Xi agreed to the American definition of legitimate espionage. In other words, you don't use the power of the state to steal secrets for profit.
If we are going to conduct espionage in the future, we are going to have to make some changes in the relationship between the intelligence community and the public it serves.
I don't know if the European Union contributes a great deal to espionage. At the union level, they talk about commerce and privacy. But to keep citizens safe, that remains a responsibility back in national capitals.
In the great battle of Antietam, still the bloodiest day in American history, Union forces were led by Gen. George McClellan, an incredibly cautious man.
When I was director of the CIA, I knew that we had been - and I'm choosing my words very carefully here - effective in our expansion. We really had - expansion of government agencies and expansion of use of contractors. Effective, we were; efficient, we weren't. And so, as director of the CIA, I went after the inefficiencies part.
When asked if I miss being in government, I usually try to lighten the moment by responding that I awake most days, read the paper, and then observe that, 'It's yet another great day to be the former director of the Central Intelligence Agency.'
My time in war zones have been fleeting and infrequent. I've been to Iraq. I've been to Afghanistan. I've been to other places where I've collected hazardous duty pay.
The 2007 National Intelligence Estimate that said Iran had paused its nuclear weaponization work also reported with high confidence that such work had been going on through 2003. How far did they get? That's an important question, but I fear that the Iranians will never answer it, and we will not insist that they do.
Undersecretary of Defense Doug Feith was equally insistent in 2002-2003 about an operational relationship between al Qaeda and the Iraqi government.

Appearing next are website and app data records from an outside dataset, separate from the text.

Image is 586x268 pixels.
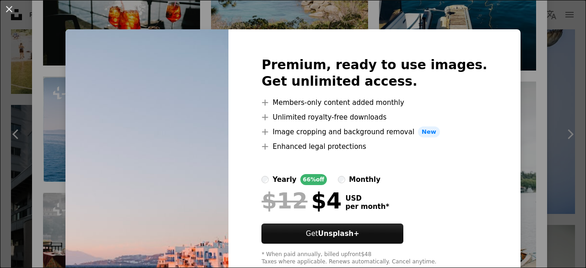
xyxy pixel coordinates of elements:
[318,229,359,237] strong: Unsplash+
[300,174,327,185] div: 66% off
[345,202,389,211] span: per month *
[338,176,345,183] input: monthly
[345,194,389,202] span: USD
[261,223,403,243] button: GetUnsplash+
[261,189,307,212] span: $12
[272,174,296,185] div: yearly
[261,112,487,123] li: Unlimited royalty-free downloads
[261,141,487,152] li: Enhanced legal protections
[261,189,341,212] div: $4
[261,126,487,137] li: Image cropping and background removal
[261,251,487,265] div: * When paid annually, billed upfront $48 Taxes where applicable. Renews automatically. Cancel any...
[418,126,440,137] span: New
[349,174,380,185] div: monthly
[261,57,487,90] h2: Premium, ready to use images. Get unlimited access.
[261,176,269,183] input: yearly66%off
[261,97,487,108] li: Members-only content added monthly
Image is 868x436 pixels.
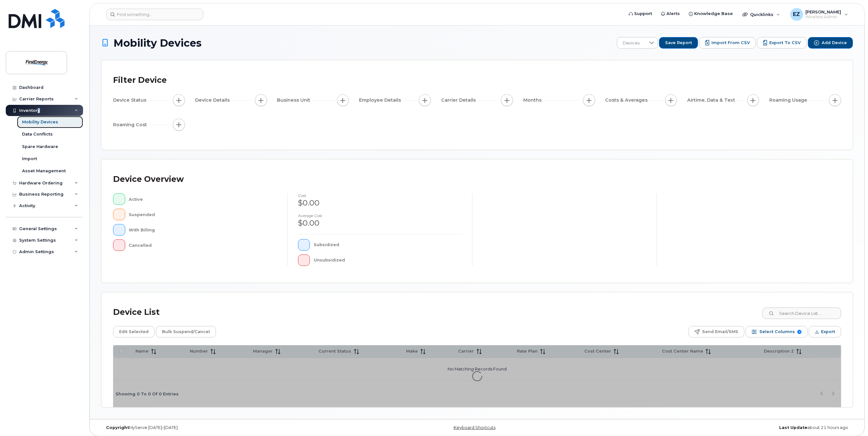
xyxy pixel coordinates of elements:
button: Send Email/SMS [689,326,745,338]
span: Send Email/SMS [702,327,738,336]
span: Device Status [113,97,148,104]
div: Device List [113,304,160,320]
button: Export to CSV [757,37,807,48]
span: Carrier Details [441,97,477,104]
span: Save Report [665,40,692,46]
span: Employee Details [359,97,403,104]
span: Mobility Devices [113,37,202,48]
span: Bulk Suspend/Cancel [162,327,210,336]
div: $0.00 [298,218,462,229]
span: Device Details [195,97,232,104]
input: Search Device List ... [763,308,842,319]
div: With Billing [129,224,278,236]
div: Active [129,194,278,205]
span: Costs & Averages [605,97,650,104]
button: Edit Selected [113,326,155,338]
span: Add Device [822,40,847,46]
div: about 21 hours ago [602,425,853,430]
div: Device Overview [113,171,184,188]
iframe: Messenger Launcher [840,408,863,431]
div: Suspended [129,208,278,220]
span: Edit Selected [119,327,149,336]
button: Import from CSV [699,37,756,48]
button: Export [809,326,842,338]
span: Import from CSV [711,40,750,46]
h4: Average cost [298,214,462,218]
span: Months [524,97,544,104]
button: Save Report [659,37,698,48]
span: Roaming Cost [113,122,149,128]
span: Select Columns [760,327,795,336]
button: Add Device [808,37,853,48]
span: Roaming Usage [770,97,809,104]
span: Business Unit [278,97,313,104]
div: MyServe [DATE]–[DATE] [101,425,352,430]
h4: cost [298,194,462,198]
div: Cancelled [129,240,278,251]
span: Devices [617,37,646,49]
div: Filter Device [113,72,167,89]
div: $0.00 [298,198,462,208]
span: Export [821,327,835,336]
div: Subsidized [314,239,462,251]
div: Unsubsidized [314,255,462,266]
span: Export to CSV [770,40,801,46]
strong: Copyright [106,425,129,430]
button: Bulk Suspend/Cancel [156,326,216,338]
strong: Last Update [779,425,808,430]
span: Airtime, Data & Text [687,97,737,104]
button: Select Columns 9 [746,326,808,338]
a: Keyboard Shortcuts [454,425,495,430]
span: 9 [798,330,802,334]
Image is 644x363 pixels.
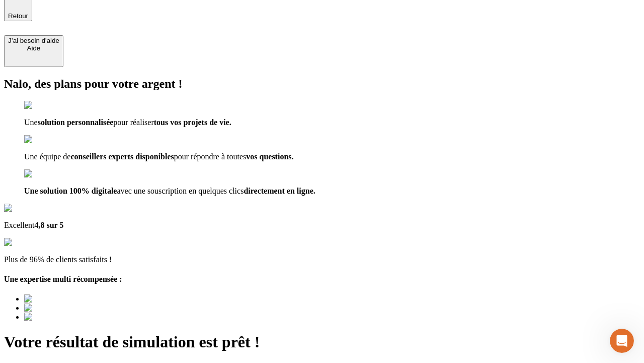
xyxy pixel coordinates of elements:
[4,238,54,247] img: reviews stars
[4,221,34,229] span: Excellent
[24,135,67,144] img: checkmark
[8,37,60,44] div: J’ai besoin d'aide
[4,35,63,67] button: J’ai besoin d'aideAide
[4,77,640,90] h2: Nalo, des plans pour votre argent !
[8,12,28,20] span: Retour
[4,255,640,264] p: Plus de 96% de clients satisfaits !
[4,333,640,351] h1: Votre résultat de simulation est prêt !
[24,169,67,178] img: checkmark
[24,101,67,110] img: checkmark
[8,44,60,52] div: Aide
[24,313,117,321] img: Best savings advice award
[37,118,113,126] span: solution personnalisée
[4,275,640,284] h4: Une expertise multi récompensée :
[24,187,117,195] span: Une solution 100% digitale
[34,221,63,229] span: 4,8 sur 5
[24,118,37,126] span: Une
[24,152,70,161] span: Une équipe de
[610,329,634,353] iframe: Intercom live chat
[4,204,63,213] img: Google Review
[174,152,247,161] span: pour répondre à toutes
[154,118,232,126] span: tous vos projets de vie.
[24,294,117,303] img: Best savings advice award
[117,187,243,195] span: avec une souscription en quelques clics
[113,118,154,126] span: pour réaliser
[246,152,293,161] span: vos questions.
[70,152,174,161] span: conseillers experts disponibles
[243,187,315,195] span: directement en ligne.
[24,303,117,313] img: Best savings advice award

American political elites feel very empowered to criticize the American intelligence community for not doing enough when they feel in danger, and as soon as we've made them feel safe again, they feel equally empowered to complain that we're doing too much.
President Obama and his successors are dependent on the 100,000-plus people inside the American intelligence community - the people Edward Snowden betrayed.
Dissenting analysts passionate about their positions are not unusual in the American intelligence community. Their presence - or even the rejection - of their favored positions is not prima face evidence of politicization.
Renditions before and since 9/11 share some basic features. They have been conducted lawfully, responsibly and with a clear and single purpose: Get terrorists off the street and gain intelligence on those still at large. Our detention and interrogation programs flow from the same inescapable logic.
When I was in government, what we would used to mystically call 'the kinetic option' was way down on our list. In my personal thinking - in my personal thinking, I need to emphasize that - I have begun to consider that that may not be the worst of all possible outcomes.
I know of no government official who would welcome an army of inspectors general combing through four years of emails on their unclassified accounts. That's why they use government accounts, where the government remains responsible for security, and they don't mingle personal correspondence with official.
I blame the Russians for a lot, but pinning the creation of ISIS on them is a murky, tenuous, triple-carom bank shot at best.
Global security can be formed or threatened by heads of state whose wisdom, folly and obsessions shape global events. But often it is the security practitioners, those rarely in the headlines but whose craft and energy quietly break new ground, who keep us safe or put us in peril.
Our inaction created the opportunity for the Russians to reenter the Middle East in a powerful way for the first time since 1973.
For all of its well-deserved reputation for pragmatism, American popular culture frequently nurtures or at least tolerates preposterous views and theories. Witness the 9/11 'truthers' who, lacking any evidence whatsoever, claim that 9/11 was a Bush administration plot.
ThinThread was not the program of record of my predecessor, Ken Minihan, OK. I did not make ThinThread the program of record while I was director. After I left in 2005, Keith Alexander also chose not to make ThinThread the program of record.